In 1982 the US Reagan administration imposed a six-year ban on sales of cluster bombs to Israel after a Congressional investigation found that Israel had used the weapons in civilian areas during its invasion of Lebanon that year.

A coalition of over 138 nations met in Geneva in December to discuss a draft treaty banning cluster bombs, which have been widely used in Afghanistan, Iraq, Lebanon and Chechnya. But major weapons producing states including the USA, Russia, Israel and China have opposed the ban, saying they need to keep the option of using the weapons for self-defence.

As of 7 December 2007 there were 94 states that have explicitly endorsed the Oslo Declaration calling for a ban on the use of cluster bombs. The coalition is due to meet in Wellington in New Zealand in February. - hm/ar/cb
A December 2006 report by the UN’s Food and Agriculture Organisation (FAO) initially found around one quarter of all farmland had been infected, though the UN now estimates the figure is higher, and that nearly US$100 million in crops had been lost, along with 20,000 livestock.

At the Zawtar West site, 12km southwest of provincial capital Nabatiyeh, Lebanese deminers from Mine Action Group (MAG) painstakingly work their way through 70,000 square metres of farmland, cutting back precious olive trees in their search for bomblets.

Head of operations at Zawtar West Ghassan Suleiman said many farmers continue to plough their fields even knowing the land is littered with unexploded ordnance.

“Several farmers could not wait to plant their tobacco and vegetables and so took the risk and ploughed,” Suleiman told IRIN. “Many farmers and shepherds have been injured while sheep and many goats have been killed in the past two months, which represents a big loss for farmers.”

Tobacco crops have been hit particularly hard, with official figures reporting a 20 percent drop in the last harvest. Local farmers say their land has been so badly poisoned by the scorching of explosions that where 20kg of tobacco plant would have grown, today yields on the same soil are just one kilogramme.

Many farmers have been forced to abandon their land and lease non-infected land, adding a further heavy cost and reducing profits for some to less than US$1,000 for the year.

“Worst use”

Zawtar West reveals the extent of the Israeli cluster bomb bombardment, which locals say occurred on 13 and 14 August, the last two days of the war.
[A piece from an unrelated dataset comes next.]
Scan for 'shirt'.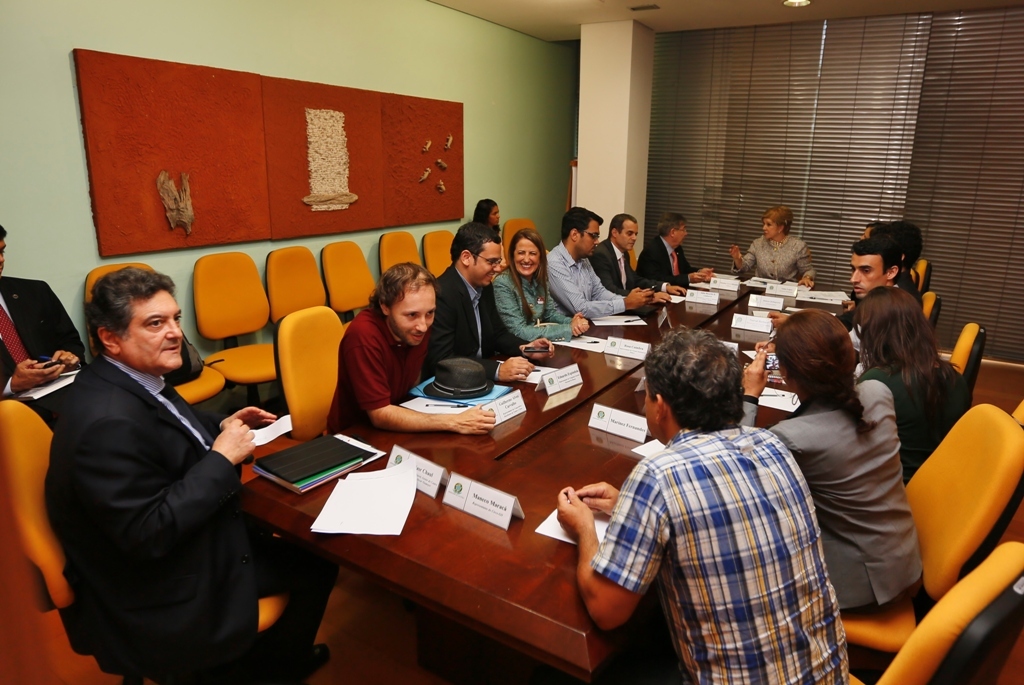
Scan result: {"left": 0, "top": 295, "right": 15, "bottom": 337}.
In this single, small valley MAG deminers have turned up 15 separate strike sites, with each strike site representing up to 650 bomblets.
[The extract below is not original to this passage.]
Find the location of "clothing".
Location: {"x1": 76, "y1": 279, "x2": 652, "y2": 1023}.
MACSL’s Farran compared the use of cluster bombs in south Lebanon with their use in Kosovo, an area comparable in size, in which NATO war planes dropped cluster bombs as part of a four-month bombing campaign in 1999 to drive out Serbian troops.

“In a two and a half year programme, UNMAS [Mine Action Service] cleared 25,000 sub-munitions [in Kosovo] and that was 90 percent of the problem,” she said.

“In Lebanon, in a year and a half, we have cleared 137,000 bomblets, plus what have been cleared by the locals [representing just under 14 percent of the problem]. This was unprecedented and one of the worst, if not the worst, use of sub-munitions in history.”

hm/ar/cb

This article was produced by IRIN News while it was part of the United Nations Office for the Coordination of Humanitarian Affairs. Please send queries on copyright or liability to the UN. For more information: https://shop.un.org/rights-permissions

Partager cet article

Get the day’s top headlines in your inbox every morning

Starting at just $5 a month, you can become a member of The New Humanitarian and receive our premium newsletter, DAWNS Digest.

DAWNS Digest has been the trusted essential morning read for global aid and foreign policy professionals for more than 10 years.

Government, media, global governance organisations, NGOs, academics, and more subscribe to DAWNS to receive the day’s top global headlines of news and analysis in their inboxes every weekday morning.

It’s the perfect way to start your day.

Become a member of The New Humanitarian today and you’ll automatically be subscribed to DAWNS Digest – free of charge.

Become a member of The New Humanitarian

Support our journalism and become more involved in our community. Help us deliver informative, accessible, independent journalism that you can trust and provides accountability to the millions of people affected by crises worldwide.